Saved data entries
━━━━━━━━━━━━━━━━━━━━
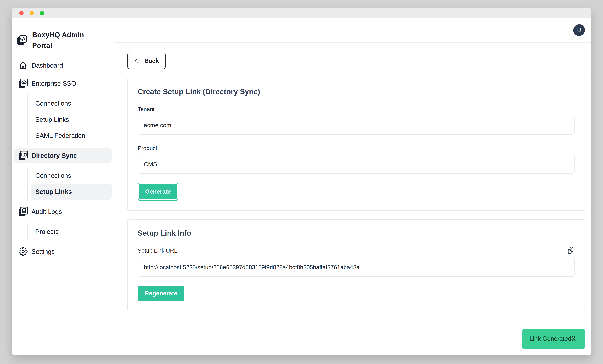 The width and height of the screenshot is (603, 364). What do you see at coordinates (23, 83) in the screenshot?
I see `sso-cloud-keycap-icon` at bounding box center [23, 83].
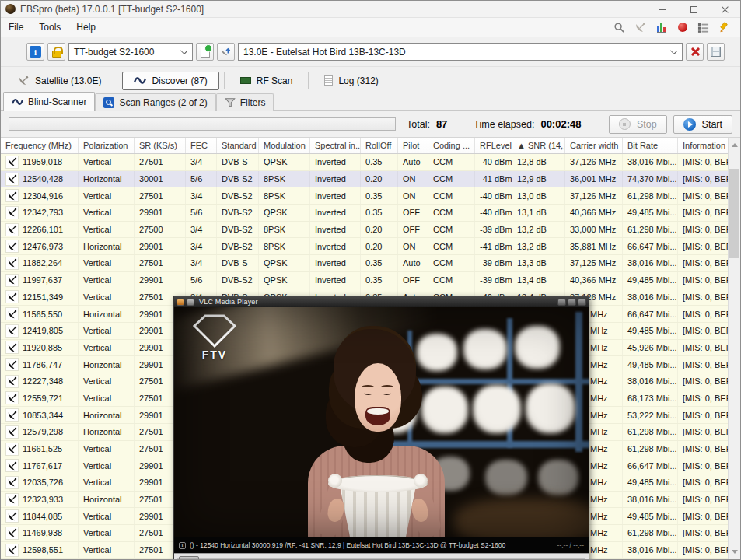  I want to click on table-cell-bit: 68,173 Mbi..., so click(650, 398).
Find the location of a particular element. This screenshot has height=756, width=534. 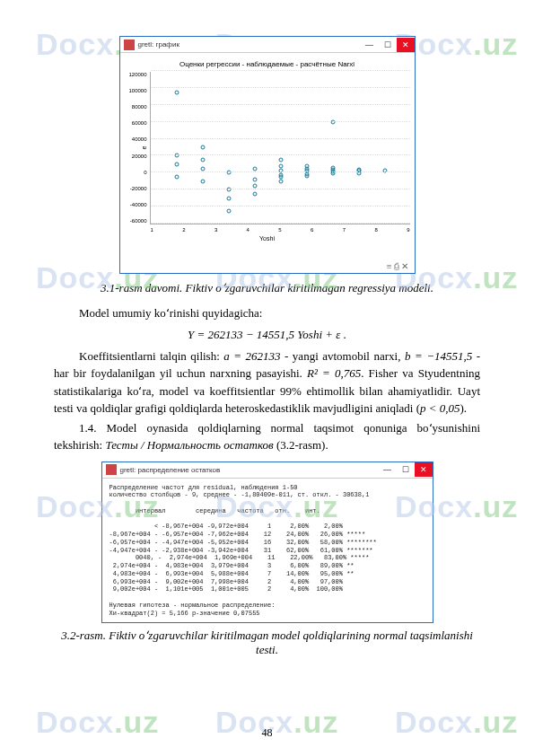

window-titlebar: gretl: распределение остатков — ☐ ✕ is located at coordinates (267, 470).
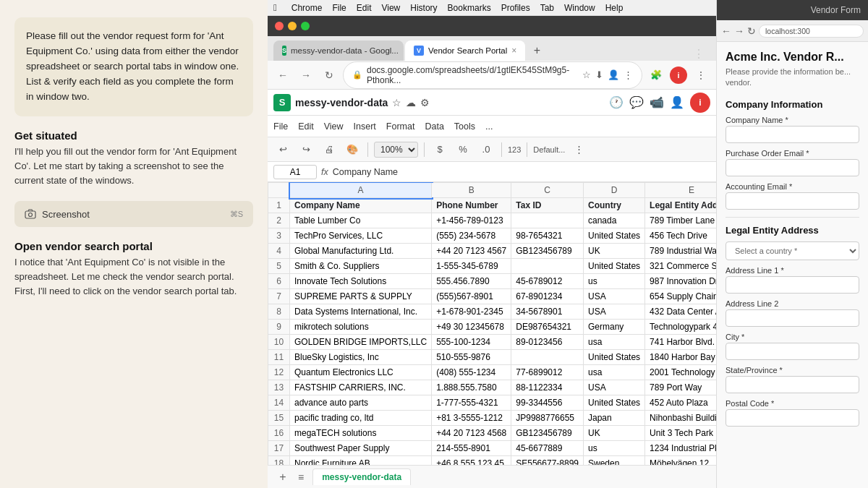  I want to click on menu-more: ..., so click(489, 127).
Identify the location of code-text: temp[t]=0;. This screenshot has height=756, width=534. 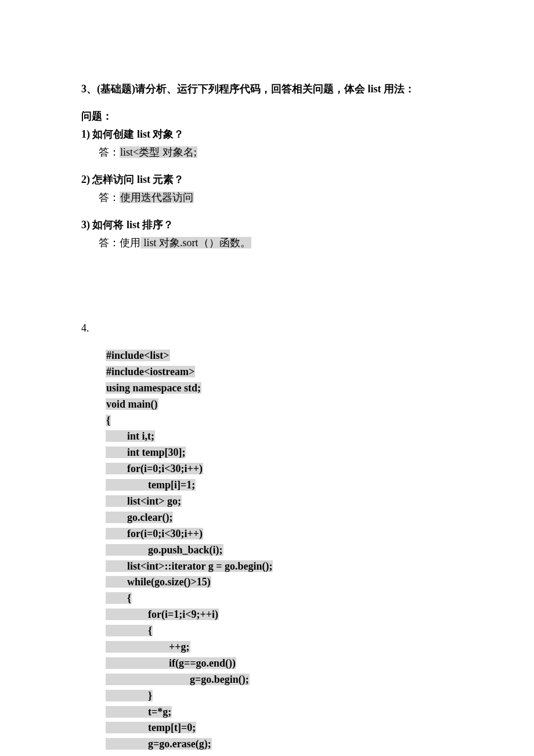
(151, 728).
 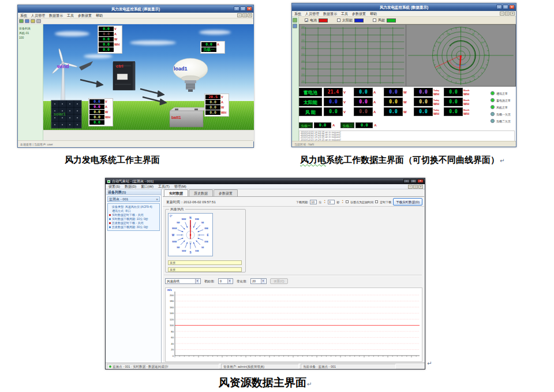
━━━━━━━━━━━━━━━━━━━━
• _To do_
Word for word, copy the lines from the one with "Find the location" through the end of the entries above, and do not include any picture.

• _Exercise answer_
Find the location of a particular element. This screenshot has height=756, width=534. 

window-titlebar: gretl: распределение остатков — ☐ ✕ is located at coordinates (267, 470).
  I want to click on menu-more: ..., so click(489, 127).
Identify the location of code-text: temp[t]=0;. This screenshot has height=756, width=534. 
(151, 728).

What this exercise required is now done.